The Story in Ice: Art and Life in Winter

The unique properties of water make it life-sustaining in the coldest months. And, if you look closely, it creates beautiful patterns.
by Mike Dunn

January is generally a quiet time in our woods. The buzzing of insects ceases with the first cold spell and the birds seem to save their voices for the breeding season ahead. When a cold wind blows, there are few leaves to rustle. And it seems most of the people I know spend more time inside. 

But I find the cold weather inviting and invigorating. The winter woods have a different beauty to them. The muted colors help me focus on the details of my surroundings — the shapes of trees, a track in the mud, the textures of a seed.

Winter is also the time when our wet-weather stream tends to flow a bit more due to increased rainfall and the now-dormant trees lining its route being less thirsty. 

Even a trickle of water flowing in our little creek changes the landscape. Flowing water creates a soundscape as it caresses the rocks and exposed tree roots. Living things, both plant and animal, are drawn to water for its life-sustaining qualities.

In a 1957 essay, “The Flow of the River,” American anthropologist and author Loren Eiseley once wrote, “If there is magic on this planet, it is contained in water.” 

One of the most magical aspects is what happens when water is transformed and sculpted by the hand of Old Man Winter into ice. 

A unique quality of water is that its solid form, ice, is less dense than the liquid form. That is not the case with most liquids, whose solid form is more dense.

This is why ice floats on water. You may consider that important for your summertime tea or cocktails, but, in fact, this allows life as we know it to exist in our lakes and streams in cold-weather environments.

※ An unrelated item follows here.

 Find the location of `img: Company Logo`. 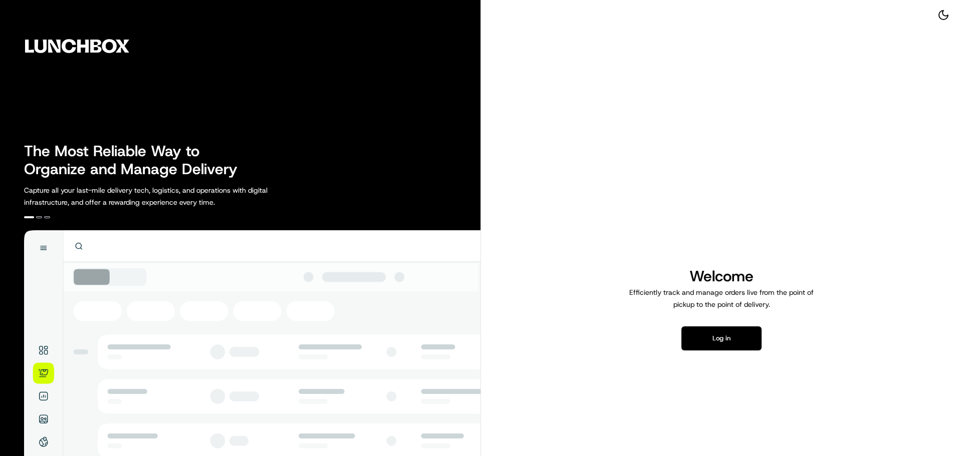

img: Company Logo is located at coordinates (77, 46).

Since lakes and rivers freeze from top to bottom, it allows fish and other aquatic organisms to survive even when the surface of a lake has frozen over. If ice sank, the open water would be pushed to the top where it too would freeze, eventually causing the water bodies to fill with ice and freeze solid, killing all the life within them.

Ice not only sustains life, but also adds beauty to our world. When it gets really cold, our little creek is transformed into a natural art gallery of intricate patterns and forms. 

Last winter, we had a heavy rain that created a surge of water in the creek bed. Temperatures plummeted over the next few days as the water levels receded. The result was an array of suspended panes of ice decorated with swirls and geometric shapes.

I spent a couple of hours observing the artwork, using my phone’s camera to take the accompanying photos. I occasionally held the camera below a suspended sheet of ice and photographed upwards through the frozen lens to see its interpretation of the world above. 

These collaborative artists, cold and water, work together to create a variety of pieces — some bold, some delicate, all ephemeral. In Blind Willow, Sleeping Woman, Japanese writer Haruki Murakami wrote: “Ice contains no future, just the past, sealed away.”

So, in the next bout of frigid weather, bundle up and take a walk along a local stream or pond. Gaze upon winter’s art gallery and see if you can decipher the story in the ice before the show melts away.